Business as usual for Pop Star Princess

By Dennis Ryan

1 Jul 2021

 
Business as usual for Pop Star Princess

Victory in last Saturday’s Team Wealleans Tauranga Classic was another landmark achievement in the rather unusual career of under-rated Cambridge racemare Pop Star Princess.
While she has been ticking off the wins to now boast a tally of 10 and stakes of more than $270,000, in the background has existed what can only be described as a fractured relationship between the quartet who race the bonny racemare, husband-and-wife trainers Fred and Lindsay Cornege and her official owners Pat and Sue Calnan.
The lease arrangement between the two couples expires on the last day of the current season, July 31, after which she will revert to the Calnans. They have owned Pop Star Princess since paying $4,000 for the daughter of former shuttle sire Makfi as a Blandford Lodge-bred weanling at Karaka in the autumn of 2015. Whether her racing career will continue beyond the expiry date of the lease is unknown, however the Corneges are resigned to no longer being involved.
More than two years ago, by which stage Pop Star Princess had already won three of her 14 starts, her career was temporarily derailed by a bizarre incident at their training establishment on the south-eastern outskirts of Cambridge in the early hours of March 24, 2019.
Lindsay Cornege was awoken by their barking dog and after initial investigations by torchlight, she discovered that Pop Star Princess had been removed from her stable and was being loaded on a trailer float. In the time it took for her husband to arrive on the scene, Lindsay was assaulted, but their intervention followed by the arrival of a police contingent ensured that Pop Star Princess did not leave the property.
The overnight altercation forced Pop Star Princess to be scratched from her engagement at that day’s Tauranga race meeting, but fortunately she was unharmed and won at the following Tuesday’s Cambridge trials ahead of two second placings in what remained of her autumn campaign.
Over the past two seasons the tough little bay has gone from strength to strength, adding another seven wins to her record capped by last month’s Gr. 3 Rotorua Stakes and Saturday’s Listed Tauranga Classic. Despite any difficulties that have arisen in the racing partnership, Fred and Lindsay Cornege don’t regret being directly involved with such a genuine galloper.
“When we first heard she was available for lease she had already been to the trials once and to be frank, I wasn’t that impressed by her physically,” recalls Fred. “But I thought being by Makfi, whose daughter Bonneval had just won her first Horse of the Year title – and she was a plain bay too – I figured we should at least give her a go.”
Pop Star Princess won her first two trials the following summer ahead of a debut second in strong three-year-old company at Matamata, splitting the Gr. 2 Eight Carat Classic winner Contessa Vanessa and previous start Gr. 1 Levin Classic winner Age Of Fire. Three weeks later in another age-group sprint at Rotorua, she claimed her first win at the expense of an above average sort in Short Fuse and the budding star Beauden.
Her first black-type was earned later that year when third in the Listed Counties Bowl to star sprinter Bostonian and Railway Stakes winner Santa Monica. Another quality performance was her second, beaten just a head, to classy racemare Supera in last year’s Lisa Chittick Plate at Matamata, and the breakthrough finally came six weeks ago in the Rotorua Stakes when accounting for multiple Group winner Supreme Heights, who had to play second fiddle again at Tauranga last weekend.
“She’s always had the ability, it’s just been a matter of finding the right race for her and then everything falling into place,” says Cornege, whose 28 wins as a trainer over the past decade are dominated by Pop Star Princess’s contribution of 10, including his only two stakes successes. “We have no regrets being her trainers and what she has achieved hasn’t done our profile any harm.
“But as far as what we’ve been through with all the other carry on, a Dick Francis novel would have nothing on it.
“I don’t get emotionally attached to these horses – I take them as I see them – but I’m not sure I could say the same for Lindsay. I just know she’s really going to feel it when the time comes to say goodbye.”
The remaining month of the lease offers just one further black-type opportunity for Pop Star Princess, the Listed Powerworx Opunake Cup at New Plymouth on the penultimate weekend of the season.
“That’s the obvious race to aim for,” added Cornege. “The catch is it’s a handicap and with her rating (100) she’ll have a fair bit of weight to carry, but it is what it is.
“She’ll probably have one run before that when we’ll be able to claim, but we’ll be sticking with Jonathan (Riddell) at New Plymouth. Her two latest wins have been due in a big part to very good rides, and I know at Tauranga on Saturday it meant as much to him as it did to Lindsay and me for her to win like that.”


** Task to carry out **
Reproduce all entries below verbatim. Skip the pictures.

** Data section **
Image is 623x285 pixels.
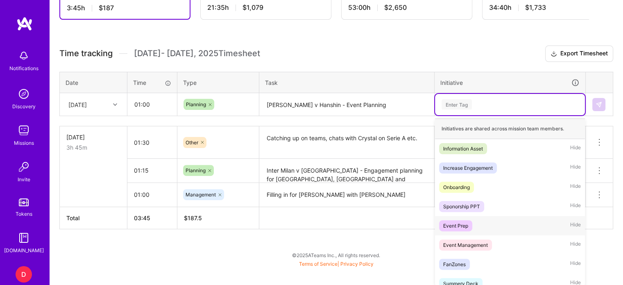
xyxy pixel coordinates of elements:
[570,239,581,250] span: Hide
[59,48,113,59] span: Time tracking
[443,240,488,249] div: Event Management
[570,259,581,270] span: Hide
[384,3,407,12] span: $2,650
[443,221,468,230] div: Event Prep
[299,261,338,267] a: Terms of Service
[186,139,198,145] span: Other
[16,266,32,282] div: D
[4,246,44,254] div: [DOMAIN_NAME]
[127,159,177,181] input: HH:MM
[99,4,114,12] span: $187
[545,45,613,62] button: Export Timesheet
[16,209,32,218] div: Tokens
[348,3,465,12] div: 53:00 h
[16,159,32,175] img: Invite
[186,191,216,197] span: Management
[127,206,177,229] th: 03:45
[60,206,127,229] th: Total
[442,98,472,111] div: Enter Tag
[113,102,117,107] i: icon Chevron
[443,183,470,191] div: Onboarding
[14,138,34,147] div: Missions
[570,143,581,154] span: Hide
[19,198,29,206] img: tokens
[596,101,602,108] img: Submit
[184,214,202,221] span: $ 187.5
[16,16,33,31] img: logo
[525,3,546,12] span: $1,733
[16,86,32,102] img: discovery
[66,143,120,152] div: 3h 45m
[260,94,433,116] textarea: [PERSON_NAME] v Hanshin - Event Planning
[570,220,581,231] span: Hide
[18,175,30,184] div: Invite
[443,163,493,172] div: Increase Engagement
[133,78,171,87] div: Time
[66,133,120,141] div: [DATE]
[440,78,580,87] div: Initiative
[260,159,433,182] textarea: Inter Milan v [GEOGRAPHIC_DATA] - Engagement planning for [GEOGRAPHIC_DATA], [GEOGRAPHIC_DATA] an...
[489,3,606,12] div: 34:40 h
[340,261,374,267] a: Privacy Policy
[299,261,374,267] span: |
[14,266,34,282] a: D
[16,122,32,138] img: teamwork
[186,167,206,173] span: Planning
[177,72,259,93] th: Type
[551,50,557,58] i: icon Download
[9,64,39,73] div: Notifications
[60,72,127,93] th: Date
[260,127,433,158] textarea: Catching up on teams, chats with Crystal on Serie A etc.
[570,201,581,212] span: Hide
[134,48,260,59] span: [DATE] - [DATE] , 2025 Timesheet
[186,101,206,107] span: Planning
[435,118,585,139] div: Initiatives are shared across mission team members.
[243,3,263,12] span: $1,079
[68,100,87,109] div: [DATE]
[128,93,177,115] input: HH:MM
[570,181,581,193] span: Hide
[570,162,581,173] span: Hide
[260,184,433,206] textarea: Filling in for [PERSON_NAME] with [PERSON_NAME]
[443,260,466,268] div: FanZones
[443,202,480,211] div: Sponorship PPT
[127,184,177,205] input: HH:MM
[12,102,36,111] div: Discovery
[127,132,177,153] input: HH:MM
[443,144,483,153] div: Information Asset
[67,4,183,12] div: 3:45 h
[49,245,623,265] div: © 2025 ATeams Inc., All rights reserved.
[207,3,324,12] div: 21:35 h
[259,72,435,93] th: Task
[16,229,32,246] img: guide book
[16,48,32,64] img: bell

** Answer space **
Image is 623x285 pixels.
xyxy pixel coordinates of elements:
[570,239,581,250] span: Hide
[59,48,113,59] span: Time tracking
[443,240,488,249] div: Event Management
[570,259,581,270] span: Hide
[384,3,407,12] span: $2,650
[443,221,468,230] div: Event Prep
[299,261,338,267] a: Terms of Service
[186,139,198,145] span: Other
[16,266,32,282] div: D
[4,246,44,254] div: [DOMAIN_NAME]
[127,159,177,181] input: HH:MM
[99,4,114,12] span: $187
[545,45,613,62] button: Export Timesheet
[16,209,32,218] div: Tokens
[348,3,465,12] div: 53:00 h
[16,159,32,175] img: Invite
[186,191,216,197] span: Management
[127,206,177,229] th: 03:45
[60,206,127,229] th: Total
[442,98,472,111] div: Enter Tag
[113,102,117,107] i: icon Chevron
[443,183,470,191] div: Onboarding
[14,138,34,147] div: Missions
[570,143,581,154] span: Hide
[19,198,29,206] img: tokens
[596,101,602,108] img: Submit
[184,214,202,221] span: $ 187.5
[16,16,33,31] img: logo
[525,3,546,12] span: $1,733
[16,86,32,102] img: discovery
[66,143,120,152] div: 3h 45m
[260,94,433,116] textarea: [PERSON_NAME] v Hanshin - Event Planning
[570,220,581,231] span: Hide
[18,175,30,184] div: Invite
[443,163,493,172] div: Increase Engagement
[133,78,171,87] div: Time
[66,133,120,141] div: [DATE]
[440,78,580,87] div: Initiative
[260,159,433,182] textarea: Inter Milan v [GEOGRAPHIC_DATA] - Engagement planning for [GEOGRAPHIC_DATA], [GEOGRAPHIC_DATA] an...
[489,3,606,12] div: 34:40 h
[340,261,374,267] a: Privacy Policy
[299,261,374,267] span: |
[14,266,34,282] a: D
[16,122,32,138] img: teamwork
[186,167,206,173] span: Planning
[177,72,259,93] th: Type
[551,50,557,58] i: icon Download
[9,64,39,73] div: Notifications
[60,72,127,93] th: Date
[260,127,433,158] textarea: Catching up on teams, chats with Crystal on Serie A etc.
[570,201,581,212] span: Hide
[134,48,260,59] span: [DATE] - [DATE] , 2025 Timesheet
[186,101,206,107] span: Planning
[435,118,585,139] div: Initiatives are shared across mission team members.
[243,3,263,12] span: $1,079
[68,100,87,109] div: [DATE]
[128,93,177,115] input: HH:MM
[570,181,581,193] span: Hide
[570,162,581,173] span: Hide
[260,184,433,206] textarea: Filling in for [PERSON_NAME] with [PERSON_NAME]
[443,260,466,268] div: FanZones
[443,202,480,211] div: Sponorship PPT
[127,184,177,205] input: HH:MM
[12,102,36,111] div: Discovery
[127,132,177,153] input: HH:MM
[443,144,483,153] div: Information Asset
[67,4,183,12] div: 3:45 h
[49,245,623,265] div: © 2025 ATeams Inc., All rights reserved.
[207,3,324,12] div: 21:35 h
[259,72,435,93] th: Task
[16,229,32,246] img: guide book
[16,48,32,64] img: bell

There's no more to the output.